Jaik Faulk

  Artist Statement 05.08.2017 

 

Through years of wrestling with ideas embedded in the contemporary potential of painting, I have arrived at an appreciation for the pared down clarity of the Still Life as a mode for production. Formerly, I’ve explored paint as a method of abstraction through its relation with Photography, through its inherent physicality and through the potential it has in the simplicity of composition. In a way I am still interested in these last stated modes yet I am overwhelmed by my return to Southern Louisiana. 

It seems the most authentic thing I can do in the studio is to struggle with rendering in paint a vase full of flowers. This done from direct observation knowingly archaic and ritualistic, I’ve always been drawn to the moments of abstraction brought about by painting directly. Chasing after the “third thing” that we most appreciate in a painting of say Velazquez or Rembrandt the messy form of a collar or a shirt cuff. What we as viewers are seeing is not the actual cuff nor collar but also not a symbol, it is rather some “other” thing possessing it’s own physical presence.  

I imagine the many little bungalows I have visited in childhood and now as an adult, with unkempt azalea bushes in the yard and Caribbean palms and elephant-eared flora. Inside little old ladies and gentlemen with coveralls and horn-rimmed glasses, if they were to appreciate my paintings of what type would they most appreciate? This is the question I am trying to answer by making these newest works. 

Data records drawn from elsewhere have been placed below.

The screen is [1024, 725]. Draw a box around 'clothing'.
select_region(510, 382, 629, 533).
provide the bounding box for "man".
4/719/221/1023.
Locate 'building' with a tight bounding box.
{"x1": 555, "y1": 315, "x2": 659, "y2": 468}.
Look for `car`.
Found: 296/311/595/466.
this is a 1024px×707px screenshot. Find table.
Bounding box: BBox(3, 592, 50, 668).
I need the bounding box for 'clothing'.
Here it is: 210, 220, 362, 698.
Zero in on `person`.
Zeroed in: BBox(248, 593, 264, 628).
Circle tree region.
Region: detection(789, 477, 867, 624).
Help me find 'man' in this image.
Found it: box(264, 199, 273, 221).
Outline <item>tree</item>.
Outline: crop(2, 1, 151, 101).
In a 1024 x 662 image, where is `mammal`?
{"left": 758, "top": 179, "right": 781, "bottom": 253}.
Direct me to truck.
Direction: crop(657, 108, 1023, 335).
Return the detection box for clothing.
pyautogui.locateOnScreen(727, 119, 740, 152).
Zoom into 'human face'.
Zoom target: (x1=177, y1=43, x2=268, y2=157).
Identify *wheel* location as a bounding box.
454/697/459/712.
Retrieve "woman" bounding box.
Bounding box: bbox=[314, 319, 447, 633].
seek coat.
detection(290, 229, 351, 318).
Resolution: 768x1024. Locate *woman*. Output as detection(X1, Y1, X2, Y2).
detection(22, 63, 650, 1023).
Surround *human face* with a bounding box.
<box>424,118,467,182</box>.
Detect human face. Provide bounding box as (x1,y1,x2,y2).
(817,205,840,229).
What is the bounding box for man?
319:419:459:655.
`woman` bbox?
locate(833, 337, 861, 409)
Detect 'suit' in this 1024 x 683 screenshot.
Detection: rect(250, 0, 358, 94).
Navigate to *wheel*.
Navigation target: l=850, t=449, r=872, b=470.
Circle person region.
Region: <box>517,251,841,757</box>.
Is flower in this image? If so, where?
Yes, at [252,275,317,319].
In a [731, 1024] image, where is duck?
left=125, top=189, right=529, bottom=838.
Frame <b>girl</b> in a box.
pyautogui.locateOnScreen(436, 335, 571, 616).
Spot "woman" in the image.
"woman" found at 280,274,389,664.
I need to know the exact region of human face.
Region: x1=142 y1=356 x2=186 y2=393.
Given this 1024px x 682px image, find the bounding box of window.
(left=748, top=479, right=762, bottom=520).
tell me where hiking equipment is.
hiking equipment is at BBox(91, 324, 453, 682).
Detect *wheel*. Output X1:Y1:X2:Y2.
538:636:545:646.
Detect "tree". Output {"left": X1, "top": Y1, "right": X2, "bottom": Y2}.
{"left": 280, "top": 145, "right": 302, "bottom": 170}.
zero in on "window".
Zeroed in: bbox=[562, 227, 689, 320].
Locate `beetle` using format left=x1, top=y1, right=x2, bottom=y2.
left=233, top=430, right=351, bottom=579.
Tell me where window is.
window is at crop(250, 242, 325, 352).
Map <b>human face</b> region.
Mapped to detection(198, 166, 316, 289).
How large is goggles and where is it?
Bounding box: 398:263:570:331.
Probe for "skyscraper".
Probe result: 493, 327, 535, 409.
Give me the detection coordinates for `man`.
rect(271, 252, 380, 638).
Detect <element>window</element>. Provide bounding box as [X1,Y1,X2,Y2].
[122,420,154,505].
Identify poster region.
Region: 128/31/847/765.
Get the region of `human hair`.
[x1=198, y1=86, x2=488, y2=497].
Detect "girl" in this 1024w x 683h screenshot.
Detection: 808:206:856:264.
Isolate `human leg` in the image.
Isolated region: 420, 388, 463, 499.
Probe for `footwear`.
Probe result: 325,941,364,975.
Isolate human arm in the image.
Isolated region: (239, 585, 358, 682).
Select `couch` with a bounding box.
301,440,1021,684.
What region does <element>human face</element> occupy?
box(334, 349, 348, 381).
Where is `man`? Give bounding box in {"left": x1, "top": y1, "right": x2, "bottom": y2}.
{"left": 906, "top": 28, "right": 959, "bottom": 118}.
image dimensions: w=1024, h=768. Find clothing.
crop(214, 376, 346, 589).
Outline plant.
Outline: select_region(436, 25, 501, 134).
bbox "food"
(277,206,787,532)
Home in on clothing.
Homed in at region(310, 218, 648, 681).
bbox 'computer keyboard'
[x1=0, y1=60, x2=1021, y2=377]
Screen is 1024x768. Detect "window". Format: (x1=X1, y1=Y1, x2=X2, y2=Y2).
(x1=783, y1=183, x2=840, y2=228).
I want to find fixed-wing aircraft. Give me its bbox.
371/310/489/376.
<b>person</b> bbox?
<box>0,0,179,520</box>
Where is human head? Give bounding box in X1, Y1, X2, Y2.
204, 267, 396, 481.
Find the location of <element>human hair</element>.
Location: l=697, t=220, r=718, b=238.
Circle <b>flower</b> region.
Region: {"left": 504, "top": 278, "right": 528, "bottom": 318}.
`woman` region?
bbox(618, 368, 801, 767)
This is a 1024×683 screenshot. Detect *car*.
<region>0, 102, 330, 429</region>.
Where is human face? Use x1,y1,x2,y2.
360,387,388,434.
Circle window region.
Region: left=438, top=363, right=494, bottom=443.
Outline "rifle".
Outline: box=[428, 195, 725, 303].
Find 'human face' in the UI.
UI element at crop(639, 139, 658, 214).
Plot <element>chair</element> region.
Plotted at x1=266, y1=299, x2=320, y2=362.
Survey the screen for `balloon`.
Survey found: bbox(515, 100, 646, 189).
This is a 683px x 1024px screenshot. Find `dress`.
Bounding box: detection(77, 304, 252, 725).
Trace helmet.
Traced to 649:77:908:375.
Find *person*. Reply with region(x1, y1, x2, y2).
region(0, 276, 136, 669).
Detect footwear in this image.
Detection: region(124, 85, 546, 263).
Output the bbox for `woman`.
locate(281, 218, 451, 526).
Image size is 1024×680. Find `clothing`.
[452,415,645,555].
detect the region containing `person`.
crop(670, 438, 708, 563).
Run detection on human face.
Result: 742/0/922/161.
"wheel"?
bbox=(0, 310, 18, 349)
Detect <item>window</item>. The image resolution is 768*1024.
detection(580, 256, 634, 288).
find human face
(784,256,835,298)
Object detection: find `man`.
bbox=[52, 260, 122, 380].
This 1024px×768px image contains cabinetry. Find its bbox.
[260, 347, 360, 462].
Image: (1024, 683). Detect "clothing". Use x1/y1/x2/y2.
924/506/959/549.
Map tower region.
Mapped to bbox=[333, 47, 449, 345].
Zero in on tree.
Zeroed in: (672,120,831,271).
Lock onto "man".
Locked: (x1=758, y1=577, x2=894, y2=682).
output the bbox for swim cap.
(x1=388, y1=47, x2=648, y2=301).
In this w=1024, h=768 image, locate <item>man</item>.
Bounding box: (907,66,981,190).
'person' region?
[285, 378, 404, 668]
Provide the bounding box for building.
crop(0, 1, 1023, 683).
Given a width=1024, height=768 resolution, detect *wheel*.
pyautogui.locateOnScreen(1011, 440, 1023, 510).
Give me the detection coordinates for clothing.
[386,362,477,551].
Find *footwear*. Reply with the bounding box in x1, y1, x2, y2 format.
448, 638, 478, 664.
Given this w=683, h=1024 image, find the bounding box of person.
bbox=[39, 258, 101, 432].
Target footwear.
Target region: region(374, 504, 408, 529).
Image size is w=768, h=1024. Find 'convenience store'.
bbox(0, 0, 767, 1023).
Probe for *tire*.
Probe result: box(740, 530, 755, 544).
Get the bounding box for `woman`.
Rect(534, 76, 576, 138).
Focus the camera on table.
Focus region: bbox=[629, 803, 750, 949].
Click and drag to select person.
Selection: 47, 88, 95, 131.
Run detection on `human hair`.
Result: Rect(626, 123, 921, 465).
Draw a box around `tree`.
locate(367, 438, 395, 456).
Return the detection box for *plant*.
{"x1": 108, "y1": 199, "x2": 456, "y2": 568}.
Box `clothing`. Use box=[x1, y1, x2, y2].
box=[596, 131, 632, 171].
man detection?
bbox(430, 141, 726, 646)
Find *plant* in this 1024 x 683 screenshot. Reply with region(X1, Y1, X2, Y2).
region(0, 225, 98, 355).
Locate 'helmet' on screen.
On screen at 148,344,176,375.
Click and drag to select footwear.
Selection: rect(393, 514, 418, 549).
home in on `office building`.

These flowered paintings are made with a full knowledge of their neighbors in the contemporary art world. The ebbs and flow of painting’s place amongst performance art, installation and social practice set in a small Louisiana town. As well they are made with the goal of inclusivity. I make them for my Cajun elders as well as my own generation of young creative bohemians. These are modest things content to hang on small walls that are already crammed with rosaries and religious images or faded photographs from the mid 20th century.